NHSO Creates A Romantic Panorama

Aleks Karjaka Photo

Orli Shaham.

It is one thing to go to a performance by the New Haven Symphony Orchestra, or any other orchestra, to witness a subdued spectacle — 50 to 60 musicians on one stage, working to convey a piece of art with sometimes dizzying levels of interconnected parts. That was of course on display in Friday’s performance, featuring works by Coleridge-Taylor, Chopin, and Brahms, featuring Orli Shaham as the soloist for Chopin’s Piano Concerto in F minor.

It is another to go in with an understanding of the context in which the composers lived, or around the composition or creation of the work.

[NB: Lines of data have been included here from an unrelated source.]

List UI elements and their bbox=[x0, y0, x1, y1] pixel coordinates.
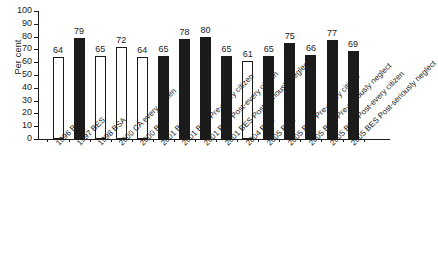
bar-value-label: 64 bbox=[48, 45, 69, 55]
bar-value-label: 61 bbox=[237, 49, 258, 59]
x-axis-labels: 1996 BSA1997 BES1998 BSA2000 CA every ci… bbox=[38, 141, 408, 256]
bar-value-label: 65 bbox=[216, 44, 237, 54]
bar-value-label: 64 bbox=[132, 45, 153, 55]
bar-value-label: 65 bbox=[90, 44, 111, 54]
bar-value-label: 79 bbox=[69, 26, 90, 36]
y-tick-label: 20 bbox=[22, 107, 32, 118]
y-tick-label: 50 bbox=[22, 69, 32, 80]
bar-value-label: 69 bbox=[343, 39, 364, 49]
bar-value-label: 77 bbox=[322, 28, 343, 38]
bar bbox=[53, 57, 64, 139]
y-tick-mark bbox=[34, 139, 38, 140]
y-tick-label: 100 bbox=[17, 5, 32, 16]
y-tick-label: 30 bbox=[22, 95, 32, 106]
bar-value-label: 65 bbox=[153, 44, 174, 54]
y-tick-label: 0 bbox=[27, 133, 32, 144]
bar-value-label: 78 bbox=[174, 27, 195, 37]
bar-value-label: 75 bbox=[279, 31, 300, 41]
bar-value-label: 80 bbox=[195, 25, 216, 35]
y-tick-label: 40 bbox=[22, 82, 32, 93]
bar-slot: 64 bbox=[47, 11, 68, 139]
y-tick-label: 70 bbox=[22, 43, 32, 54]
bar-value-label: 66 bbox=[300, 43, 321, 53]
y-tick-label: 80 bbox=[22, 31, 32, 42]
bar-value-label: 72 bbox=[111, 35, 132, 45]
y-tick-label: 90 bbox=[22, 18, 32, 29]
y-tick-label: 10 bbox=[22, 120, 32, 131]
bar-value-label: 65 bbox=[258, 44, 279, 54]
y-tick-label: 60 bbox=[22, 56, 32, 67]
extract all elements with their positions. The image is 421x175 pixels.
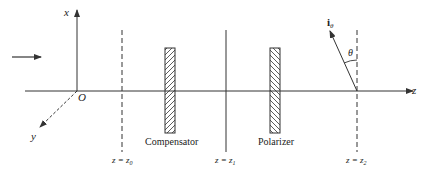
compensator-label: Compensator [145,136,199,147]
theta-angle-label: θ [348,47,353,58]
i-theta-label: iθ [327,16,334,30]
i-theta-vector [330,31,357,91]
optical-setup-diagram: z x y O z = z0 Compensator z = z1 Polari… [0,0,421,175]
origin-label: O [78,91,86,103]
plane-z0-label: z = z0 [111,155,133,166]
y-axis [40,91,77,127]
y-axis-label: y [30,130,36,142]
polarizer-label: Polarizer [258,136,295,147]
theta-angle-arc [344,60,357,63]
z-axis-label: z [411,84,417,96]
polarizer-plate [270,48,280,133]
plane-z2-label: z = z2 [345,155,367,166]
compensator-plate [165,48,175,133]
plane-z1-label: z = z1 [214,155,236,166]
x-axis-label: x [63,6,69,18]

It is to the NHSO’s credit that the organization not only provides quite accessible but informative program notes — now available online via a QR code — but also that Music Director Alisdair Neale introduces each piece with a few brief remarks, offering ideas on the themes or musical patterns that less-familiar audience members can listen for as the work unfolds. This is an important part of the work that classical musicians do to attract and retain listeners in a time where the volume of competition is staggering.

Neale cited all three works as examples of Romanticism, the music of which paralleled the movement in art and poetry. Each piece was from a different point in the era, Chopin being chronologically earliest. And each certainly showed a different approach to the themes and imagery of romanticism, although there were broad similarities in how each composer approached harmony. It was nice to have a panoramic view of the movement.

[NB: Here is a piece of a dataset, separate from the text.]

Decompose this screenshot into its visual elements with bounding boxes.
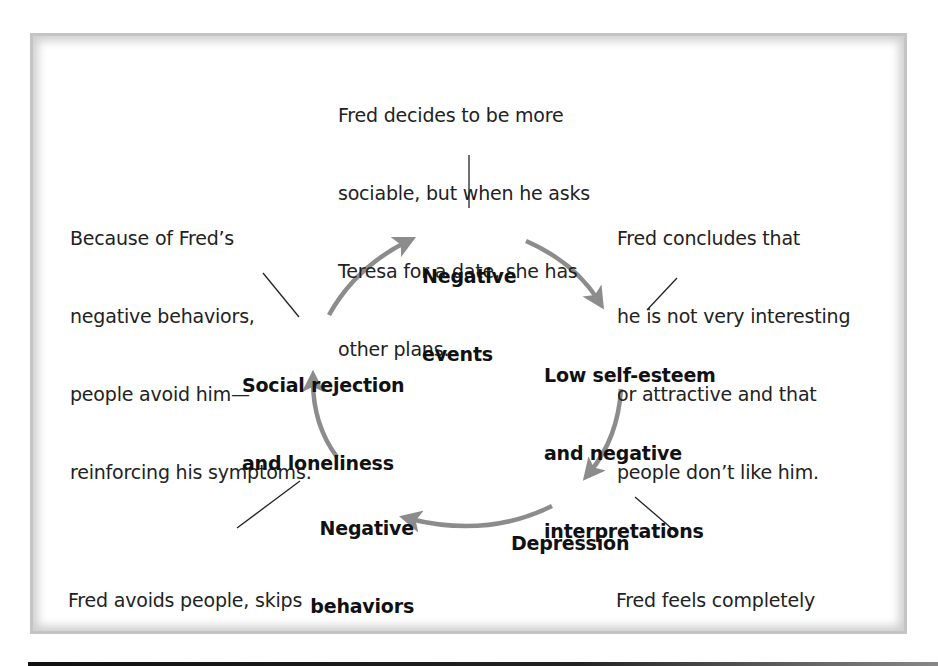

The program began with the Ballade in A Minor from Black British composer Samuel Coleridge-Taylor, who was active in the late 19th and early 20th centuries until his early death at 37 from pneumonia. In his remarks, Neale lamented that Coleridge-Taylor’s voice was cut short, given the quality of the works he left behind, but he did enjoy some success both in his native England as well as in America during his life. 

The Ballade in A minor, which also exists as a piano arrangement, was a tremendous concert starter. Energetic strings burst forth with syncopated melodies, while closely voiced brass chords propelled the opening section along. The orchestration has a welcome transparency, especially in the use of woodwinds, and in many cases there are several groupings of instruments playing the same melody or figure, but maintaining a clear balance between them. 

The Ballade form seems to accommodate an almost narrative sense of scenes’ as it moves from section to section, and the orchestra navigated each of these scene changes with a deft touch, one subdued section which began in Eb being especially notable for its lushness, staying respectfully close to the line of sentimentality without crossing it. This added significant impact to the close of the piece, which reprised the opening melody.to great effect.

As Frederic Chopin’s Piano Concerto in F minor unfolded, nearly three minutes of orchestral explorations descending from the high strings through the rest of the orchestra, you could see pianist Orli Shaham getting into the proceedings, moving and nodding along with the stirring writing that preceded her entrance. It also sounds like almost nothing else in the entire piece, seeming like someone else’s voice introducing Chopin’s true love, the piano. At that point, the orchestra often becomes a harmonic extension of the piano, most often in the form of soft strings catching and sustaining harmonies that closely follow the solo part.

Shaham struck this balance well, performing with a clarity of tone and a subtle rubato, a rhythmic push-pull that is certainly easier for a solo musician to pull off than an entire orchestra. Kudos to the orchestra for navigating this along to the dual lead of Neale’s baton and Shaham’s expressive phrasing, especially in the third movement, where the interplay between soloist and orchestra became more intricate. It should also be noted that this was accomplished in a short time, as the NHSO only last week announced that the originally scheduled soloist, Joyce Wang, had to pull out of her scheduled performance of Rachmaninoff’s Second Piano Concerto due to an injury.

After a short intermission, the NHSO brought the concert to an energetic close with the 40 minute Symphony No. 2 from Johannes Brahms. While the composer was active in the Romantic era, his symphonic work reflects the organization and structure of the classical period that preceded it, making him a frequent choice on orchestral programs.

The length of the multi-movement symphonic form can be daunting to casual listeners, and even to this relatively trained musician, the structural intricacies of all of the melodic and motivic development can be hard to grab onto in the moment. As soon as you think you understand one idea it may have already developed into something else, or changed keys. It can be a coin toss as to whether a listener would perceive this as restlessness or genius.

Regardless of where that coin lands, the orchestra tackled this piece with great energy and clarity. The second movement notably featured a very striking section beginning with a short solo for horn that continued as various woodwinds and string groupings joined, creating a truly memorable build in intensity and texture. That clarity was especially welcome in the more sparsely orchestrated moments in the third movement, and gave extra punch to the breakneck interplay of the final movement.

And so audiences went back out into a warm rainy night — one that could easily have inspired the latent romantics in the audience.

The New Haven Symphony Orchestra next performs their Holiday Extravaganaza on Dec. 17 at 3 m., at the Lyman Center for the Performing Arts at SCSU, and Dec. 18 at 3 m., at Shelton High School. Visit the NHSO’s website for tickets and information.